Viniferine
Also known as: Vine Sap Extract, Grape Vine Sap Concentrate
Viniferine is Caudalie's patented brightening molecule, extracted from the sap of grape vines (Vitis vinifera) โ distinct from grape seed antioxidants used elsewhere in the brand's catalog. Caudalie's research claims Viniferine is 62 times more effective than vitamin C at inhibiting tyrosinase in vitro. The ingredient is exclusive to Caudalie and anchors the Vinoperfect Radiance Serum, the brand's bestselling product globally.
What It Does
Deep Dive
The Bordeaux research origin
Caudalie was founded in 1995 at Chรขteau Smith Haut Lafitte in Bordeaux (decoded here) on the insight that grape polyphenols had genuine cosmetic-relevant antioxidant activity. Over the brand's first two decades, Caudalie's R&D team โ partnered with Bordeaux dermatology professor Joseph Vercauteren โ extended the research from grape seed (the source of OPC antioxidants) to grape vine sap, where they identified Viniferine as a distinct bioactive molecule.
Viniferine was patented in 2006. Caudalie's published in vitro research claims Viniferine is 62x more effective than vitamin C at inhibiting tyrosinase โ the enzyme that produces melanin. The Vinoperfect Radiance Serum, anchored on Viniferine, became Caudalie's bestselling product globally and is now sold at a rate of approximately one bottle every three seconds, according to brand reporting.
How Viniferine works
Viniferine inhibits tyrosinase through a mechanism similar to other tyrosinase-inhibitor brighteners (vitamin C, kojic acid, alpha-arbutin) but with significantly higher in vitro potency per molecule. The 62x-vs-vitamin-C number is in vitro โ clinical translation in real skin is less dramatic but still meaningful. Multiple Caudalie-published studies show measurable dark-spot reduction over 8-12 weeks of consistent use.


Activity
The result should be an exact copy of every record, with no pictures kept.

__________________________________________________

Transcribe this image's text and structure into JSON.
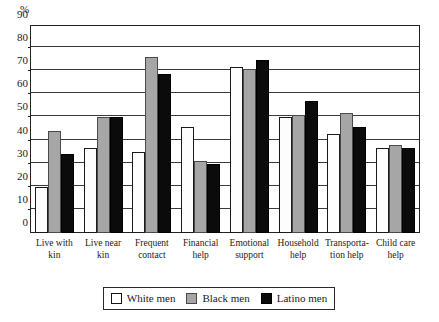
{
  "chart_data": {
    "type": "bar",
    "title": "",
    "xlabel": "",
    "ylabel": "%",
    "ylim": [
      0,
      90
    ],
    "ytick_step": 10,
    "yticks": [
      90,
      80,
      70,
      60,
      50,
      40,
      30,
      20,
      10,
      0
    ],
    "grid": true,
    "legend_position": "bottom",
    "categories": [
      "Live with kin",
      "Live near kin",
      "Frequent contact",
      "Financial help",
      "Emotional support",
      "Household help",
      "Transportation help",
      "Child care help"
    ],
    "category_lines": [
      [
        "Live with",
        "kin"
      ],
      [
        "Live near",
        "kin"
      ],
      [
        "Frequent",
        "contact"
      ],
      [
        "Financial",
        "help"
      ],
      [
        "Emotional",
        "support"
      ],
      [
        "Household",
        "help"
      ],
      [
        "Transporta-",
        "tion help"
      ],
      [
        "Child care",
        "help"
      ]
    ],
    "series": [
      {
        "name": "White men",
        "color": "#ffffff",
        "values": [
          20,
          37,
          35,
          46,
          72,
          50,
          43,
          37
        ]
      },
      {
        "name": "Black men",
        "color": "#a6a6a6",
        "values": [
          44,
          50,
          76,
          31,
          71,
          51,
          52,
          38
        ]
      },
      {
        "name": "Latino men",
        "color": "#0b0b0b",
        "values": [
          34,
          50,
          69,
          30,
          75,
          57,
          46,
          37
        ]
      }
    ]
  },
  "legend": {
    "items": [
      {
        "label": "White men",
        "swatch": "white"
      },
      {
        "label": "Black men",
        "swatch": "gray"
      },
      {
        "label": "Latino men",
        "swatch": "black"
      }
    ]
  }
}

__________________________________________________

Response area
Transcribe this image's text and structure into JSON.
{
  "chart_data": {
    "type": "bar",
    "title": "",
    "xlabel": "",
    "ylabel": "%",
    "ylim": [
      0,
      90
    ],
    "ytick_step": 10,
    "yticks": [
      90,
      80,
      70,
      60,
      50,
      40,
      30,
      20,
      10,
      0
    ],
    "grid": true,
    "legend_position": "bottom",
    "categories": [
      "Live with kin",
      "Live near kin",
      "Frequent contact",
      "Financial help",
      "Emotional support",
      "Household help",
      "Transportation help",
      "Child care help"
    ],
    "category_lines": [
      [
        "Live with",
        "kin"
      ],
      [
        "Live near",
        "kin"
      ],
      [
        "Frequent",
        "contact"
      ],
      [
        "Financial",
        "help"
      ],
      [
        "Emotional",
        "support"
      ],
      [
        "Household",
        "help"
      ],
      [
        "Transporta-",
        "tion help"
      ],
      [
        "Child care",
        "help"
      ]
    ],
    "series": [
      {
        "name": "White men",
        "color": "#ffffff",
        "values": [
          20,
          37,
          35,
          46,
          72,
          50,
          43,
          37
        ]
      },
      {
        "name": "Black men",
        "color": "#a6a6a6",
        "values": [
          44,
          50,
          76,
          31,
          71,
          51,
          52,
          38
        ]
      },
      {
        "name": "Latino men",
        "color": "#0b0b0b",
        "values": [
          34,
          50,
          69,
          30,
          75,
          57,
          46,
          37
        ]
      }
    ]
  },
  "legend": {
    "items": [
      {
        "label": "White men",
        "swatch": "white"
      },
      {
        "label": "Black men",
        "swatch": "gray"
      },
      {
        "label": "Latino men",
        "swatch": "black"
      }
    ]
  }
}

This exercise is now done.